Bundle and presentation
AOpen's box art is kind of spooky rather than powerful. On a purely personal note, it reminds me of the devil's physical appearance in The Passion Of The Christ. AOpen also highlights the card's salient features, including 256MB of 1GHz-rated GDDR3 memory, AGP 8x interface, and NVIDIA's auto-overclocking support.
The back continues the spooky graphics theme. The packaging is very, very similar to the Ultra model's, but that's no real surprise given that companies rarely differentiated packaging on cards based around the same GPU.
It's prudent to pay careful attention to any card's bundle. NVIDIA's AIB partners' cards all look pretty similar, so a bundle, be it good, average or poor, can sway purchasing decisions in favour of one partner over another. The main manual, multilanguage in nature, devotes 14 scant pages to the English section, and it seems to cover a number of cards in brief detail. However, it does explain everything you need to know to get the card installed, both physically and driver-wise.
The driver CD covers all of AOpen's card range. It's also quite up-to-date; ForceWare 61.72 drivers are just over a month old. The main written manual is duplicated in pdf form. InterVideo's WinDVD4 (which is now 2 generations old) and WinRip are handy enough. AOpen's also bundled in a couple of retail games from JoWooD: Spellforce - The Order Of Dawn, and Arx Fatalis. Both seem to be reasonable titles.
Not only that, there's also a further 5 'Lite' games for you to exercise your new card with. Kudos to AOpen for not skimping on this front. Hardware-wise, there's the needed DVI dongle and a short S-Video-to-RCA cable. AOpen should really have included the standard 6-foot RCA extension cable, too, as how is one supposed to connect the card up to a television?. Considering just how OEM-like recent card bundles have been, AOpen's is above average.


* REQUIREMENT *
Write out every entry exactly as given, but omit the pictures.

Annotated photo localization data
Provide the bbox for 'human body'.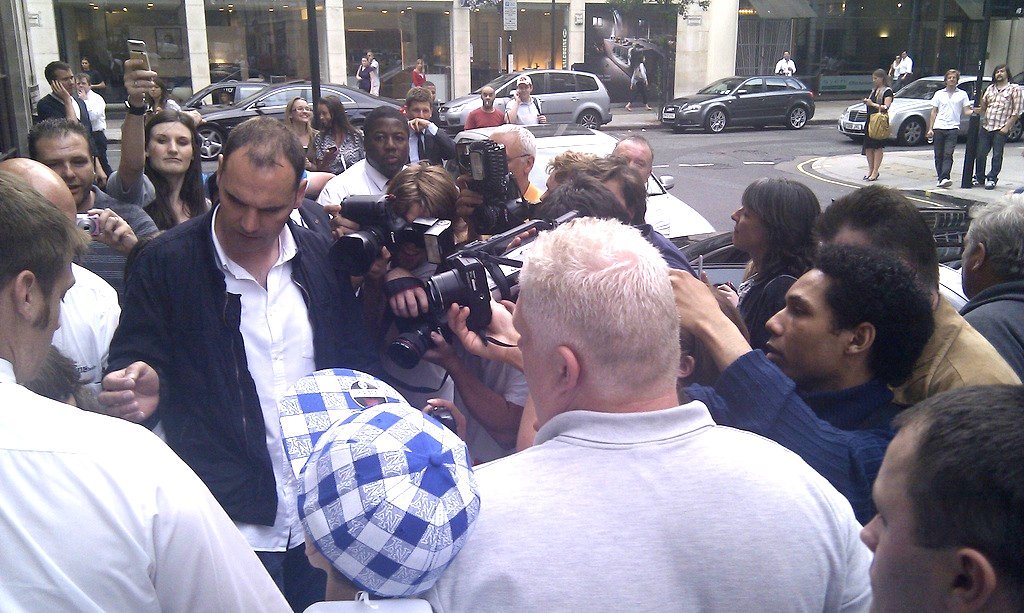
801, 193, 1023, 420.
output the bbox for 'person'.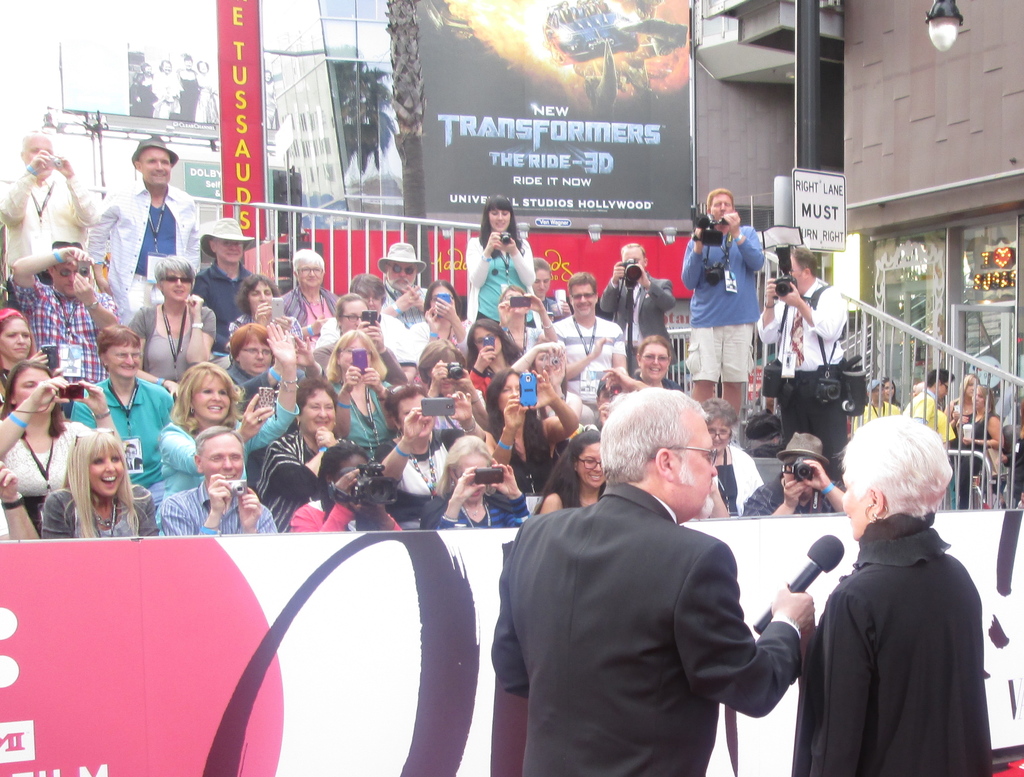
[689, 181, 776, 410].
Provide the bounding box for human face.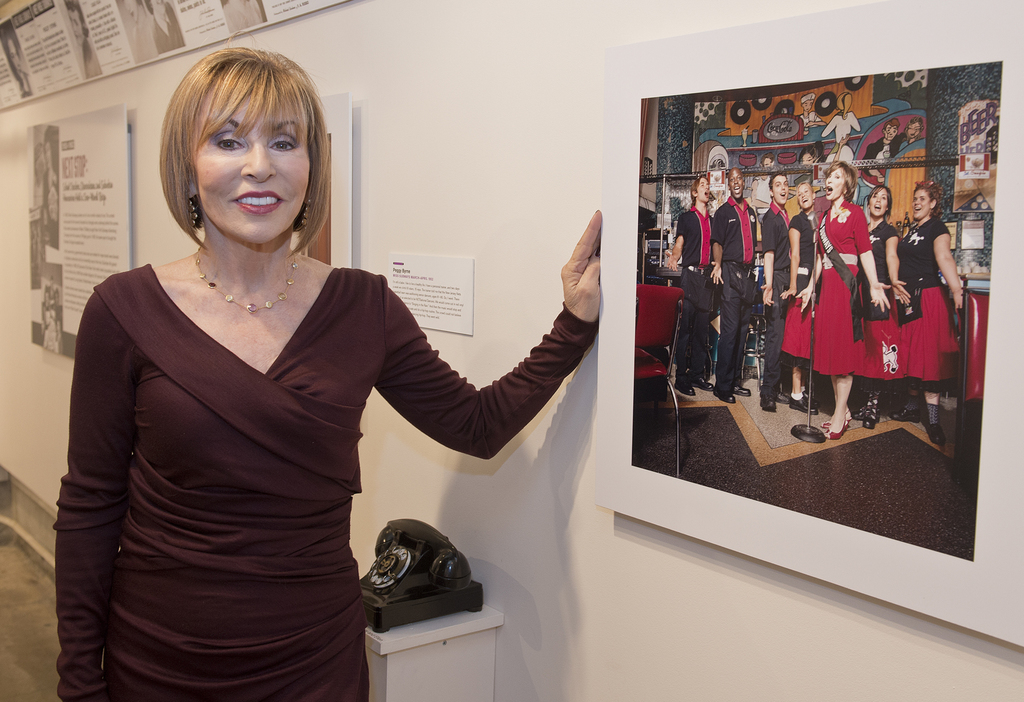
762, 156, 774, 169.
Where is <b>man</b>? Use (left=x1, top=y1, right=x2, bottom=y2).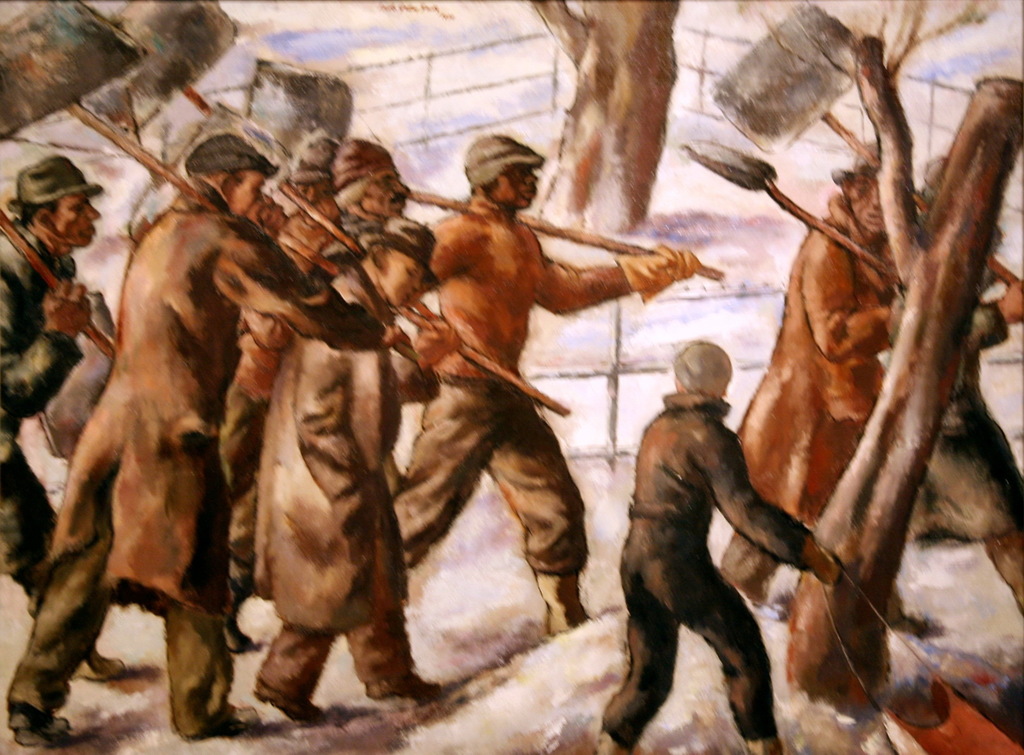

* ANSWER TO THIS TASK *
Provide the bbox for 'human body'.
801, 193, 1023, 420.
output the bbox for 'person'.
[689, 181, 776, 410].
Provide the bounding box for human face.
762, 156, 774, 169.
Where is <b>man</b>? Use (left=x1, top=y1, right=x2, bottom=y2).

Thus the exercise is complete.